Chapter 21.1
Chapter 21.2
Chapter 21.3
Chapter 21.4
Bonus Questions
100

During which the manufacture, sale, and transportation of alcoholic beverages were legally prohibited.

Prohibition

100

An emancipated young woman who embraced the new fashions and urban attitudes of the day.  

Flappers 

100

Who made the first nonstop solo flight across the Atlantic.

Charles Lindbergh

100

A poet, lawyer, and NAACP executive secretary—the organization fought for legislation to protect African-American rights.

 James Weldon Johnson

100

The son of a one-time slave, became a major dramatic actor.

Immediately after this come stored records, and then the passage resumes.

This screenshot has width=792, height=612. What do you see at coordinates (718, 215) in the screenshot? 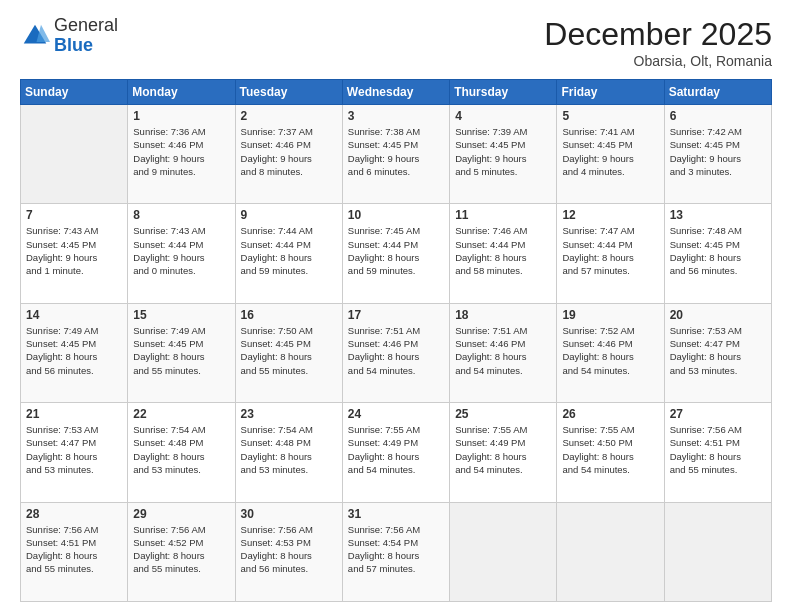
I see `day-number: 13` at bounding box center [718, 215].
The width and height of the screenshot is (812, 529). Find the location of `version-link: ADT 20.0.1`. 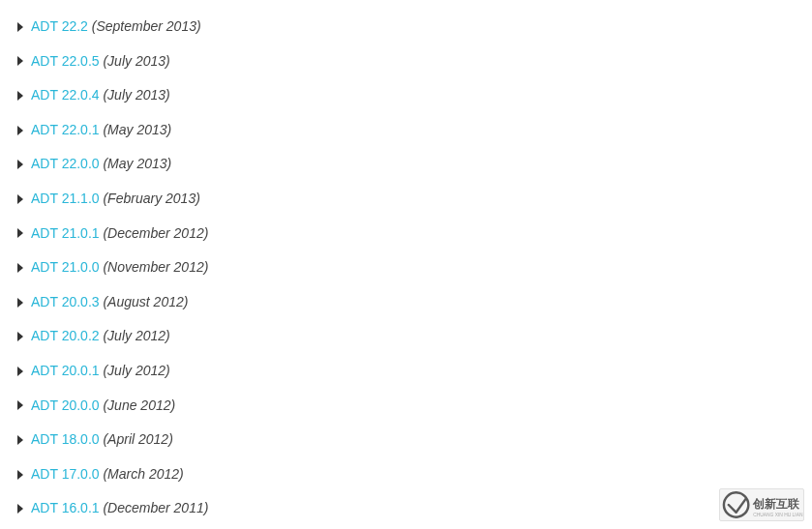

version-link: ADT 20.0.1 is located at coordinates (66, 371).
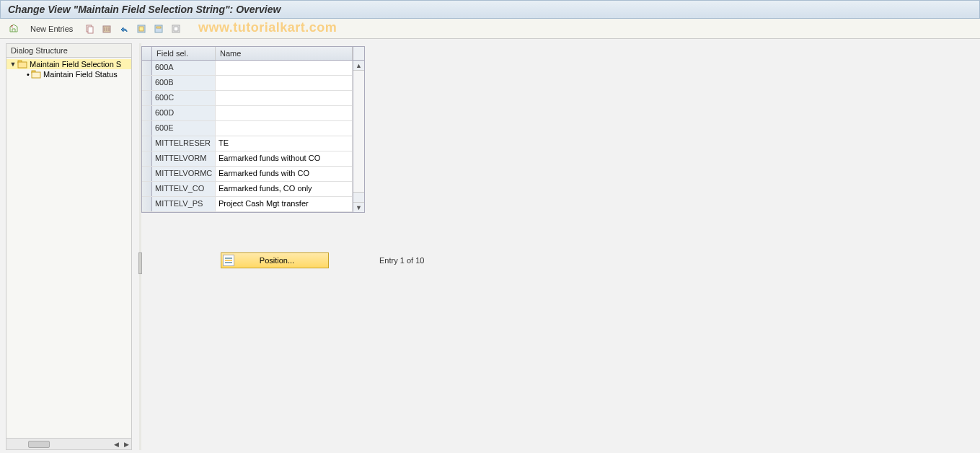 The image size is (980, 453). I want to click on table-body: 600A 600B 600C 600D, so click(247, 136).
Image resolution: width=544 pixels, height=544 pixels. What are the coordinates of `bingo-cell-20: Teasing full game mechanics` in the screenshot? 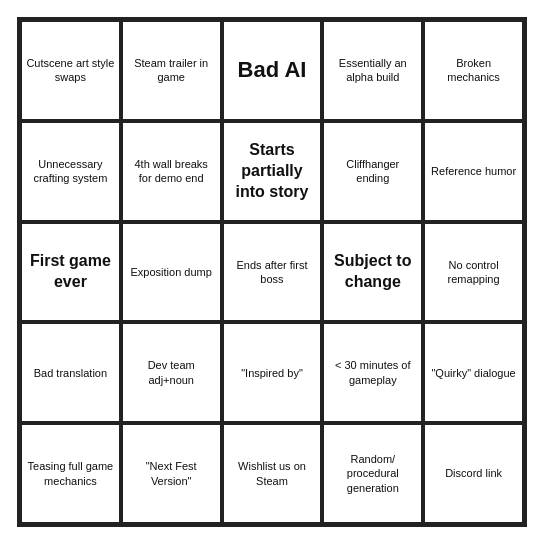 It's located at (70, 474).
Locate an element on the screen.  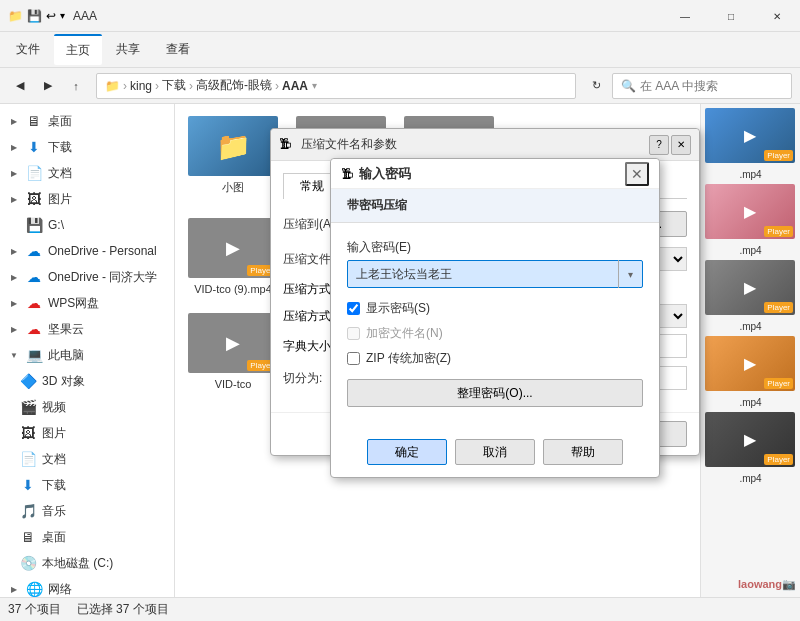
outer-dialog-icon: 🗜 is located at coordinates (287, 145).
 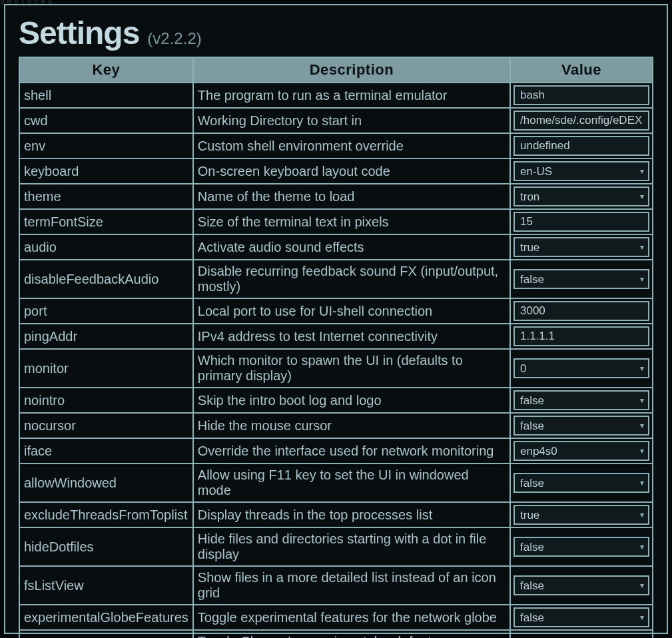 What do you see at coordinates (352, 368) in the screenshot?
I see `setting-description: Which monitor to spawn the UI in (defaul…` at bounding box center [352, 368].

His performance in Shakespeare’s Othello, first in London and later in New York City, was widely acclaimed.

Paul Robeson 

200

 To obtain liquor illegally, drinkers went underground to hidden saloons and nightclubs.

Speakeasies

200

Magazines, newspapers, and advertisements promoted the image of the flapper, and young people openly discussed courtship and relationships in ways that scandalized their elders.

Double Standards

200

 When he merged traditional elements with American jazz, thus creating a new sound that was identifiably American.  

   George Gershwin

200

An immigrant from Jamaica, believed that African Americans should build a separate society.

Marcus Garvey

200

Joined Oliver’s group, which became known as the Creole Jazz Band.

Louis Armstrong

300

A name for a smuggler’s practice of carrying liquor in the legs of boots who smuggled it in from Canada, Cuba, and the West Indies.

Bootleggers 

300

How did women's jobs change in the 1920's 

More women worked outside the home, in offices, stores, and factories. But they still got paid less and had fewer chances than men.

300

He produced intensely colored canvases that captured the grandeur of New York.

George keefe

300

A literary and artistic movement celebrating African-American culture.  

Harlem Renaissance

300

A jazz pianist and composer.

Duke Ellington

400

The most famous trial lawyer of the day, to defend Scopes. William Jennings Bryan, three-time Democratic candidate for president and a devout fundamentalist, served as a special prosecutor.  

 Clarence Darrow

400

What did the 19th amendment do for women

It gave women the right to vote 

400

 Who coined the term “Jazz Age” to describe the 1920s.

F. Fitzgerald

400

A novelist, poet, and Jamaican immigrant, was a major figure whose militant verses urged African Americans to resist prejudice and discrimination.  

Claude McKay

400

A female blues singer, was perhaps the outstanding vocalist of the decade.

 Bessie Smith

500

 The Protestant movement grounded in a literal, or non symbolic, interpretation of the Bible.  

Fundamentalism  

500

How did life for women change at home in the 1920's 

New inventions like washing machines and vacuum cleaners made housework easier, so women had more free time.

500

The first American to win a Nobel Prize in literature, was among the era’s most outspoken critics. In his novel Babbitt, Lewis used the main character of George F. Babbitt to ridicule Americans for their conformity and materialism.

Sinclair Lewis 

500

was the movement’s best-known poet. Many of Hughes’s 1920s poems described the difficult lives of working-class African Americans.

  Langston Hughes

500

What are the two major causes of the dust bowl?